Paul reminds us that this call is not private or self-directed. He speaks to the Church as a people sanctified in Christ, called to be holy together, with all those everywhere who call upon the name of the Lord. Unity is not an optional feature of Christian life. It is one of the ways the light of Christ becomes visible. That is why, in the opening prayer today, we asked God to bestow his peace on our times. Peace flows from a people gathered into communion and ordered toward God.
And how does that unity deepen? Not simply through shared ideas or good intentions, but through encounter. Through allowing ourselves to be drawn into relationship, not only with God, but with one another. Often, the light we are meant to bear is discovered when we step close enough to another person to truly see them; to listen; to remain present without needing to fix or control. In those moments, Christ is no longer abstract. He becomes recognizable.
This is where the Gospel presses gently but firmly on our lives. Being a light to the nations does not mean we always carry Christ outward as though we possess him. Very often, Christ reveals himself to us through the one we encounter; through the neighbor who stands before us; through the human face that asks for our presence rather than our efficiency. And in those moments, something important happens. The servant is changed. The light moves both directions.

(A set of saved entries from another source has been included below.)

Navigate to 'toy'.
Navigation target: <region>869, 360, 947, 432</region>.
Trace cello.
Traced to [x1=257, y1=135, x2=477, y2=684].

We cannot live this vocation on our own strength. Grace is given fully, but it is never forced. God does not compel love or override freedom. If we rely only on our own plans and competence, we may be busy and even well intentioned, but the fruit will be thin. Fruitfulness comes when we allow the Spirit already dwelling within us to lead; not by self-reliance, but by cooperation; not by control, but by trust.
That is why what happens here at the altar matters so deeply. As we prayed over the offerings today, whenever this sacrifice is celebrated, the work of our redemption is accomplished. Something happens here that we do not create. We receive it. Christ gives himself again, not only for our forgiveness, but for our transformation.
And after Communion, we will ask God to make those nourished by this one heavenly Bread one in mind and heart. Unity is not an abstract hope. It is the fruit of being fed by the same Lord, formed by the same sacrifice, drawn into the same Body. Only then are we sent.
At every Mass, just before we receive Communion, we hear words that echo John’s own proclamation: “Behold the Lamb of God… Blessed are those called to the supper of the Lamb.” Blessed, not because we are worthy, but because we are called. Blessed because we are invited to recognize Christ made visible in the breaking of the Bread, and then to recognize him wherever he goes.
Ordinary Time teaches us that this recognition is not meant for a single moment. It is meant to shape how we live. We are no longer servants who stand at a distance. We come to God’s table as members of the same family, formed into a people who bear Christ’s light not by drawing attention to ourselves, but by remaining in relationship with him.
Brothers and sisters, the Lord has made us a light, not because we are flawless, but because we belong to him. As we go forth today, nourished by the Body and Blood of Christ, may we learn to recognize the Lamb of God in this assembly, in our homes, in our neighbors, and in every place where Christ chooses to dwell. And may the light we have received quietly reach farther than we could ever imagine.